High life
Poetry
Taki
T istening to the harangues at the Demo- cratic convention in San Francisco reminded me of those mobs that haran- gued the crowds 196 years ago in Paris. Either I am out of touch with reality, or the haranguers are completely out of touch with the people they purport to speak for. Just consider the following: Governor Cuomo of New York belts out that Ronald Reagan does not care about the abject poor, the unemployed, or the disenfranch- ised but cares only for his (Reagan's) `hysterical commitment to an arms race that leads nowhere', and the press and the floor go wild for days over the greatest speech since the Gettysburg address. The fact that unemployment was 18.8 per cent when Reagan took office and today it is around 10.6 per cent is judged immaterial. Although defence spending is well below the levels which even Jimmy Carter pro- posed as necessary is also dismissed by the Democrats. But wait, the most egregious lie is yet to come: 'We give money to Latin-American governments that murder nuns and then lie about it,' says the capo of the great state of New York. Maybe he speaks with forked tongue, say I, when even the last idiotic delegate knows that the nuns in El Salvador were murdered while the peanut man was in office, and the perpetrators of the crime were prosecuted under Ronald Reagan.
The capo di tutti capi of New York, however, was not the most brazen. Jesse Jackson and the lady from Queens (and I don't mean the tennis club) are the ones who established an atmosphere of hatred unheard of in American politics. Jackson's speech was predictably too long, too loud, and much too theatrical. The response of the faithful was to burst out crying. The TV cameras kept zooming in, focusing on the tears, and the only thing that struck me was how truly ugly most of the delegates were. And overweight. And hysterical. And how the press manipulated them by zooming in on them with their cameras and how they responded by raising the decibel levels even higher. Pavlov would have cried in shame.
I almost cried with frustration at what has happened to the Democratic Party of Harry Truman and J. F. Kennedy, but finally I decided it wasn't worth it (I've already seen much the same happen right here, to the Labour Party) — especially after seeing that distinguished literary fi- gure, one Leroi Jones, a.k.a. Amiri Baraka (if he's a true poet, I'm a teetotalling, drug- free virgin), scream: 'You're a whore, Andy, you're a whore. No, you're not even a whore, you're worse,' at Andrew Young for supporting Walter Mondale. So, taking the advice of Mr Anthony Trollope — who described San Francisco as the least interesting city he had ever visited in his travels — I decided I'd rather be in Philadelphia.
One night in the city of brotherly love and then it was up to Southampton for the annual George Plimpton bash last Sunday. . Plimpton's house is right on the ocean and has an enormous lawn at the back where the baseball game takes place. Unfortu- nately, most of George's friends are liber- als, so when I wasn't taking batting prac- tice I chatted with my other friend, Bob Hughes, the art critic. Bob was sad about the death of James Fixx, the man who spurred the jogging craze with his best- selling books about running, and puzzled as well. 'Here I am,' he told me, 'a boozer who never takes exercise but is still around, and Fixx is dead.' Write some- thing about the irony of it,' someone told him, and the Aussie sat right down in front of me and in ten minutes wrote the following:
The Glutton, gross in paunch and thigh, Eludes the Reaper grim: Swollen of nose, and pink of eye, The Drunkard laughs at him.
The chairbound Journalist, the Don, Carelessly quaff champagne, The Pop-Star lives for ever, on Pills, bimbos, and cocaine.
Frustrated by this doleful news, DEATH newer victims picks, He laces on his jogging-shoes, And catches up with FIXX.
Well, it ain't Keats but it's good enough for me. So good, in fact, that once again I overdid it over the weekend and when I landed back in London I was finally invited by the Queen to be her guest. I guess it was about time. I'd been angling for an invita- tion for ages.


Problem details — Retype all of the records precisely.

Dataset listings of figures

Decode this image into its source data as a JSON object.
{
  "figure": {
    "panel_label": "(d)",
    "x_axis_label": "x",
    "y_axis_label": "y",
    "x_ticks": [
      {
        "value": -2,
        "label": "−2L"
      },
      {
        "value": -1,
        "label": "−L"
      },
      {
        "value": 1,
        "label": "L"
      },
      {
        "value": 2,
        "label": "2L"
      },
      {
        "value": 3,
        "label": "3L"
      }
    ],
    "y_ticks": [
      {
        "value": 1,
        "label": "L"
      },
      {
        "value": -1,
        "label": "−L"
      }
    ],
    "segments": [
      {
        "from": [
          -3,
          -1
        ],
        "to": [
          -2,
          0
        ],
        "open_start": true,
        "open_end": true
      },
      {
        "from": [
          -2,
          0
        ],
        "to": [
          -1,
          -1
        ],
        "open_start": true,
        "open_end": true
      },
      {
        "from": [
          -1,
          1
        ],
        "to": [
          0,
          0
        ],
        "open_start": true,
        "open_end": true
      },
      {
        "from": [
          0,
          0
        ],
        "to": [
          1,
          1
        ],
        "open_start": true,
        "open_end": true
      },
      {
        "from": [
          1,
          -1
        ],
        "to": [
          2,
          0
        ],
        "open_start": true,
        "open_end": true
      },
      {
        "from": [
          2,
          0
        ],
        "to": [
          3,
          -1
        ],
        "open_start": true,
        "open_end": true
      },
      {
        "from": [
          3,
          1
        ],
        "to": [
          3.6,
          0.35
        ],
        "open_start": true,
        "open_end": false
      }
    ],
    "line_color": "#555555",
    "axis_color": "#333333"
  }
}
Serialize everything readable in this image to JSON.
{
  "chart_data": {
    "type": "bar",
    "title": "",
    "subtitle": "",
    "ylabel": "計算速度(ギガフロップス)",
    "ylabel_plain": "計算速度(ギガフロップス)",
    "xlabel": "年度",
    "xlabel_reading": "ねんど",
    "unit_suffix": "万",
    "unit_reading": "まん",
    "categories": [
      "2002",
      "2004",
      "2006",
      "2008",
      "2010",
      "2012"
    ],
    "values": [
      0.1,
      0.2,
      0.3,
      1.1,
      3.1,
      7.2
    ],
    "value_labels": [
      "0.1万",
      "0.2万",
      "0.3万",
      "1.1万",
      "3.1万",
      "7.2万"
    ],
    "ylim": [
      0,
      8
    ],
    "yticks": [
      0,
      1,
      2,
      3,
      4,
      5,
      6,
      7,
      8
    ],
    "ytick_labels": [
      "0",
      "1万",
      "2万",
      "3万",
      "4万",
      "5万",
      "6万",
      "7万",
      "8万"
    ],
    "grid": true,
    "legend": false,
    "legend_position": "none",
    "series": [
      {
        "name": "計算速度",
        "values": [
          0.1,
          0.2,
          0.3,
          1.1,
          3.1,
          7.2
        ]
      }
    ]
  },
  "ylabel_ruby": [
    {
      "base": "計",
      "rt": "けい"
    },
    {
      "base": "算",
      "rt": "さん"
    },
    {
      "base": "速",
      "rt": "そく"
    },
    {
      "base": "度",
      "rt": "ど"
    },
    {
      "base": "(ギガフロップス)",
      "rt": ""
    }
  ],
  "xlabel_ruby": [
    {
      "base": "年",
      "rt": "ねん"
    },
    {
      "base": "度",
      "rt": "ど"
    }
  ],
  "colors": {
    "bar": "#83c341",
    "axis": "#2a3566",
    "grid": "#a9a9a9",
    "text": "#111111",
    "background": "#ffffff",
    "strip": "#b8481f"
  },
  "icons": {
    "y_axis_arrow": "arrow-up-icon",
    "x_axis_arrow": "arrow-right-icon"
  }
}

Result of this exercise —
Decode this image into its source data as a JSON object.
{
  "figure": {
    "panel_label": "(d)",
    "x_axis_label": "x",
    "y_axis_label": "y",
    "x_ticks": [
      {
        "value": -2,
        "label": "−2L"
      },
      {
        "value": -1,
        "label": "−L"
      },
      {
        "value": 1,
        "label": "L"
      },
      {
        "value": 2,
        "label": "2L"
      },
      {
        "value": 3,
        "label": "3L"
      }
    ],
    "y_ticks": [
      {
        "value": 1,
        "label": "L"
      },
      {
        "value": -1,
        "label": "−L"
      }
    ],
    "segments": [
      {
        "from": [
          -3,
          -1
        ],
        "to": [
          -2,
          0
        ],
        "open_start": true,
        "open_end": true
      },
      {
        "from": [
          -2,
          0
        ],
        "to": [
          -1,
          -1
        ],
        "open_start": true,
        "open_end": true
      },
      {
        "from": [
          -1,
          1
        ],
        "to": [
          0,
          0
        ],
        "open_start": true,
        "open_end": true
      },
      {
        "from": [
          0,
          0
        ],
        "to": [
          1,
          1
        ],
        "open_start": true,
        "open_end": true
      },
      {
        "from": [
          1,
          -1
        ],
        "to": [
          2,
          0
        ],
        "open_start": true,
        "open_end": true
      },
      {
        "from": [
          2,
          0
        ],
        "to": [
          3,
          -1
        ],
        "open_start": true,
        "open_end": true
      },
      {
        "from": [
          3,
          1
        ],
        "to": [
          3.6,
          0.35
        ],
        "open_start": true,
        "open_end": false
      }
    ],
    "line_color": "#555555",
    "axis_color": "#333333"
  }
}
Serialize everything readable in this image to JSON.
{
  "chart_data": {
    "type": "bar",
    "title": "",
    "subtitle": "",
    "ylabel": "計算速度(ギガフロップス)",
    "ylabel_plain": "計算速度(ギガフロップス)",
    "xlabel": "年度",
    "xlabel_reading": "ねんど",
    "unit_suffix": "万",
    "unit_reading": "まん",
    "categories": [
      "2002",
      "2004",
      "2006",
      "2008",
      "2010",
      "2012"
    ],
    "values": [
      0.1,
      0.2,
      0.3,
      1.1,
      3.1,
      7.2
    ],
    "value_labels": [
      "0.1万",
      "0.2万",
      "0.3万",
      "1.1万",
      "3.1万",
      "7.2万"
    ],
    "ylim": [
      0,
      8
    ],
    "yticks": [
      0,
      1,
      2,
      3,
      4,
      5,
      6,
      7,
      8
    ],
    "ytick_labels": [
      "0",
      "1万",
      "2万",
      "3万",
      "4万",
      "5万",
      "6万",
      "7万",
      "8万"
    ],
    "grid": true,
    "legend": false,
    "legend_position": "none",
    "series": [
      {
        "name": "計算速度",
        "values": [
          0.1,
          0.2,
          0.3,
          1.1,
          3.1,
          7.2
        ]
      }
    ]
  },
  "ylabel_ruby": [
    {
      "base": "計",
      "rt": "けい"
    },
    {
      "base": "算",
      "rt": "さん"
    },
    {
      "base": "速",
      "rt": "そく"
    },
    {
      "base": "度",
      "rt": "ど"
    },
    {
      "base": "(ギガフロップス)",
      "rt": ""
    }
  ],
  "xlabel_ruby": [
    {
      "base": "年",
      "rt": "ねん"
    },
    {
      "base": "度",
      "rt": "ど"
    }
  ],
  "colors": {
    "bar": "#83c341",
    "axis": "#2a3566",
    "grid": "#a9a9a9",
    "text": "#111111",
    "background": "#ffffff",
    "strip": "#b8481f"
  },
  "icons": {
    "y_axis_arrow": "arrow-up-icon",
    "x_axis_arrow": "arrow-right-icon"
  }
}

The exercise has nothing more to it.